I have been thinking about the stigma and the draw surrounding this title. All my feature projects - and I guess my shorts too in terms of “feature status” - are pretty much with first time directors. Sometimes I long to be at the stage where I can be working with more established directors – albeit them also being the first-timers I’m working with, only them (and me) having MADE that first feature!!! –. Get me out of perpetual development please…
And then I saw a little piece in one of the AFM emails - basically the stats on first time directors’ profitability. Overall looking to see if first time directors are the liability they are thought to be or are they just as likely to make breakout hits as repeat directors. What they found was that first time or not first time makes little difference to a film’s profitability and that hiring a first-time director is not the kiss of death for any film. In fact au contraire on $1-$2 Mil the first timers do marginally better and on the $5-$10 Mil they do significantly better.
As ever, those producing and looking at this analysis draw very thwarted conclusions. They do mention that luck plays a part in the film’s outcome, and that producers and investors are generally fairly smart in selecting first-time directors, or at least in giving them the right budget to work with. Beyond that we can make our own observations…
Which of course we do all the time!! As it’s our livelihood.
Producers are taught to do a SWOT grid for each of their projects and to come back to these all the time, using the knowledge and clarity that comes out of them to guide the foot that goes forward and what needs to be done to mitigate for the other. Directors always get cross and defensive when they see “First time director” in the W: Weaknesses box (I know - why is your director looking at your SWOT !! Right!). And yet they would be the first to agree with the below statement produced on the analysis document I mention above:
Of all the creative jobs involved in the making of a feature film, the role of director is perhaps the most important. It’s also the one which most clearly identifies a film. We talk about Spielberg films and Tarantino films more than we do Streep or Hanks films, even though all of these creatives are at the top of their field. When it comes to picking the perfect person to helm a film, producers and financiers want to do all they can to ensure the film will be a financial success. There is a perception in some quarters that hiring a first-time director is too risky but Data shows otherwise.
What this analysis doesn’t take into consideration is how likely is a first feature director to get financed and their film to get made. They only look at what happens once the film is made and out there. The process of selection has a massive wooding effect, and what this analysis says to me is that the painful and rigorous process of that wooding in development ultimately is a successful one. What we don’t look at here is what would happen if every filmmaker who had a film they wanted to make made it - what would the results be then…
To me the conclusion shows that with enough money, and that money going to what is needed to make the film great, results are positive. Those low-mid range budgets especially are more profitable for the first time director as the money goes into the film instead of high fees (which is what happens when you make that range of budget with established talent). It is also likely to be due to an amount of soft money going into the project which means break even point comes sooner. It also shows that the director is not the most important creative job in the making of a film, perhaps just the most recognised - once again this counter-productive desire to pull one element out of the machine to assign merit. If everything is aligned successfully, the track record and experience of the director is only one of the factors - key of course -but not the determining factor in a film’s outcome. If all the building blocks fit together beautifully - there is no reason (beyond the luck factor) the outcome should not be a successful one.
The independent producer (and most particularly the emerging independent producer) is a totally under-estimated part of a first feature film’s success. Without industry endorsement and real support, the emerging producer has a massive great feat to surmount to achieve this success for themselves and their director. They are the biggest casualty of the wooding process - generally unpaid, under-valued and unrecognised ( In space no one can hear you scream …). A group of producers (known as The Producers’ Circle came together to try to change this. And they have gained a voice - the BFI, BBC, PACT and other industry gatekeepers are listening and giving them access and platforms. I am passionate about improving awareness of how institutionalised industry practices handicap the emerging industry producer. I know things are improving, with a focus on women in the industry especially - and with BBC Films pioneering super positive practices. Beyond the whole sustainability issues ( a whole minefield in itself) we need to look at how industry should stop dismissing the emerging producer, and instead be empowering them to do this job - that quite frankly - most sane people wouldn’t do!! I might do a separate blog post on this, as this one is already long, as was meant to be focussed on the director! Eeesh.
So wind this up Ohna - in conclusion: The risk of working with a first time director does not lie so much in the profitability of the film, more in the perceived risk’s added challenge to getting the film supported in the first place. In this lies The Stigma of a first time director. And the verso of this… In countries where there is a public fund to support emerging talent, this issue is mitigated by a pot aimed at first time directors and a remit to support local emerging talent. If you choose to work with an attractive “talent to watch” Director, this can be an asset, whereas the second or third time director who has not yet built a reassuring amount of experience and is saddled with low budget failure track record becomes much harder to get funded. In this lies The Draw of a first time director.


**Your instructions**: The output has to be the full set of records, reproduced exactly, minus any picture.

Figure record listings
· · · · · · ·

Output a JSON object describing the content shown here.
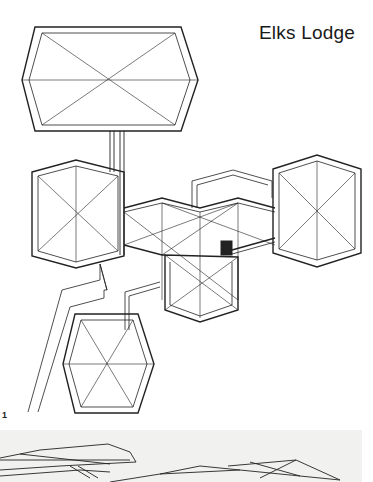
{
  "page": {
    "title": "Elks Lodge",
    "figure_number": "1"
  },
  "figures": [
    {
      "id": "plan",
      "kind": "roof-plan-drawing",
      "label": "1"
    },
    {
      "id": "photo",
      "kind": "perspective-roof-photo"
    }
  ],
  "colors": {
    "ink": "#222222",
    "paper": "#ffffff",
    "photo_background": "#f1f1f0"
  }
}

· · · · · · ·

**Result for this exercise**:
Output a JSON object describing the content shown here.
{
  "page": {
    "title": "Elks Lodge",
    "figure_number": "1"
  },
  "figures": [
    {
      "id": "plan",
      "kind": "roof-plan-drawing",
      "label": "1"
    },
    {
      "id": "photo",
      "kind": "perspective-roof-photo"
    }
  ],
  "colors": {
    "ink": "#222222",
    "paper": "#ffffff",
    "photo_background": "#f1f1f0"
  }
}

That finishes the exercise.